Here are those predictions, and here's the Salon article about them, written by AlterNet's futurist editor, Sara Robinson.
The show was live this morning from 11:20am - noon on Minnesota Public Radio's Daily Circuit, and is now available for streaming on their website.
Didn't get a chance to call in during this morning's show? Share your thoughts on what the world will look like in 25 years on the Daily Circuit blog.
At the end of the conversation, the show's host, Kerri Miller, asked us to send our predictions for 2040. Here I go. My prediction for 2040:

This is arguably the single most-important concept that SF authors have had to address ever since the concept became widely known. All near-future SF written today must take the Singularity into account, whether the author believes it will happen or if she explains how the combination of rapidly accelerating advances in biotechnology, nanotechnology, and artificial intelligence will change civilization on Earth, the Earth itself, and what it means to be human. In other words, will we reach the Singularity? If not, what devastating events brought our ever-accelerating technological advances to a halt? If we do, how will the human species remain relevant? What will it mean to be human in a world of superhuman intelligences, ubiquitous information and information-processing (both within and around us, via biotech and nanotech) that work like magic? Will humans resist this change - which might feel like marginalization - so hard that we destroy our civilization and, perhaps, become extinct without ever having invented Terminator-like AI killing machines?
This is what much of today's SF explores, because we will face these things by the year 2040, no matter how much some people want to stop progress or change. How SF most affects the future is not in its prediction or even that it encourages positive outcomes, but rather in the negative outcomes it helps prevent:
- The environmental movement was fertilized by SF stories set on a ruined Earth.
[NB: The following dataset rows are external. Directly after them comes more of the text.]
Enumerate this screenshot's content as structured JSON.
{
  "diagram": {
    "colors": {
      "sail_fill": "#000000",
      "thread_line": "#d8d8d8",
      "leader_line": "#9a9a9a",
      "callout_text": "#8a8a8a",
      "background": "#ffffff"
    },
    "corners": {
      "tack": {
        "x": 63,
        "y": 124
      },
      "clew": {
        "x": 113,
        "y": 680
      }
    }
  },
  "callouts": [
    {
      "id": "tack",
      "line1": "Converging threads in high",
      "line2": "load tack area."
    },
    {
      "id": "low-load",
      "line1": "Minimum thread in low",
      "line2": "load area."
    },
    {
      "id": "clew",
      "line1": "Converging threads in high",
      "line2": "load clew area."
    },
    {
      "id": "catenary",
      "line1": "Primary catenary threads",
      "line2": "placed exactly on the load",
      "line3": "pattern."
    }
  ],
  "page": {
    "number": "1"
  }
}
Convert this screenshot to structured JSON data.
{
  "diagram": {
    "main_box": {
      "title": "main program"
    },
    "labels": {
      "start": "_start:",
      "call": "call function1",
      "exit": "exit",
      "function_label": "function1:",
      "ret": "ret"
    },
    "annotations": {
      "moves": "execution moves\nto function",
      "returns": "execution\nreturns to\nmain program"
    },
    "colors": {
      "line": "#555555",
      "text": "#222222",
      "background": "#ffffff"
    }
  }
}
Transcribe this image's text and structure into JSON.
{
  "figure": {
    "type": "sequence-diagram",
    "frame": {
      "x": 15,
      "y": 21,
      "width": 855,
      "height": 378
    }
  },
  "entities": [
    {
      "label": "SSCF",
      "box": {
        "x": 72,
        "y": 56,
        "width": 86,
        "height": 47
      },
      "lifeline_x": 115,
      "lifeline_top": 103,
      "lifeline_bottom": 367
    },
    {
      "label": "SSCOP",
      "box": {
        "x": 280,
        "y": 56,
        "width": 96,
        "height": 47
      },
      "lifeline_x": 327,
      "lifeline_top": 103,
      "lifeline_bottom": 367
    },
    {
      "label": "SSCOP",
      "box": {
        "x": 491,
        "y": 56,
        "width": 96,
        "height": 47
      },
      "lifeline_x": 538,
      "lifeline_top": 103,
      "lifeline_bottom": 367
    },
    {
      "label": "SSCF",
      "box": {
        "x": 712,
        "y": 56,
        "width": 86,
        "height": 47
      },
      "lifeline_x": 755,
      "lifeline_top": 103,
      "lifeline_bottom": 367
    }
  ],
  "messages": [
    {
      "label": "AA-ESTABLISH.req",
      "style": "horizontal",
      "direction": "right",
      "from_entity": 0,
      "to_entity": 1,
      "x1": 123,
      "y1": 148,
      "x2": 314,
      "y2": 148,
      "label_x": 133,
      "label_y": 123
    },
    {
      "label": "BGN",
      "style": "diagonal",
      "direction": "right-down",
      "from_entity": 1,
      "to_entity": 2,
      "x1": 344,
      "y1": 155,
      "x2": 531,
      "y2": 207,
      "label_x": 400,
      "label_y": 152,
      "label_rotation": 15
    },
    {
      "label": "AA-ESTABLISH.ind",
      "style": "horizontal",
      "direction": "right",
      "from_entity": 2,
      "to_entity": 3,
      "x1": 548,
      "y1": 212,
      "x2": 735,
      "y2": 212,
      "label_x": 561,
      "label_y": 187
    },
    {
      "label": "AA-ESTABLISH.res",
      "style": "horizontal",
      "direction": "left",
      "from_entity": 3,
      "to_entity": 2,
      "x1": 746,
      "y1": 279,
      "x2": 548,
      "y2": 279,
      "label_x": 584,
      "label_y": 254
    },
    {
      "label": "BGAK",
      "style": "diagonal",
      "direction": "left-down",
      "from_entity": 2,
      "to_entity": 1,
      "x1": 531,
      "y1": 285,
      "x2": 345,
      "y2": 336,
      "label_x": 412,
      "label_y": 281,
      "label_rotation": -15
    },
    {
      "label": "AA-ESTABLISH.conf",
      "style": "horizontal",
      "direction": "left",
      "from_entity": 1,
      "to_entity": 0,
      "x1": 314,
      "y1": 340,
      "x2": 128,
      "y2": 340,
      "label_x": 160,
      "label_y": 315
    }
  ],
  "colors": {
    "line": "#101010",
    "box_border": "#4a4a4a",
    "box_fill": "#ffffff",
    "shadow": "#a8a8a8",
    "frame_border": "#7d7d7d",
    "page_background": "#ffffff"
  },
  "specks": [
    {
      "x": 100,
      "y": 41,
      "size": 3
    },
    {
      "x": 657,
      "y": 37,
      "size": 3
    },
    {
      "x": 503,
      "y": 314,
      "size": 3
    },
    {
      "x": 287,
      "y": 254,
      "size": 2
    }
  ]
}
- Nevil Shute’s SF novel and film On the Beach and the TV movie The Day After probably helped us avoid nuclear war.
- Orwell's 1984 might have helped us avoid tyranny of that sort, and we can only hope that Margaret Atwood's The Handmaid's Tale helps us avoid that one.
So we ask, What are people's greatest concerns today? We might answer, "Climate change, disease, energy and water depletion, economic collapse" and so on. All these are important challenges we must overcome, so these are what today's SF authors explore in their work, just as the authors from the time capsule reflected what was on the minds of people in 1987. But the most-fundamental issue at hand in the next 25 years is this:
What will it mean to be human in a post-Singularity world? How will we survive - free, happy, and fulfilled?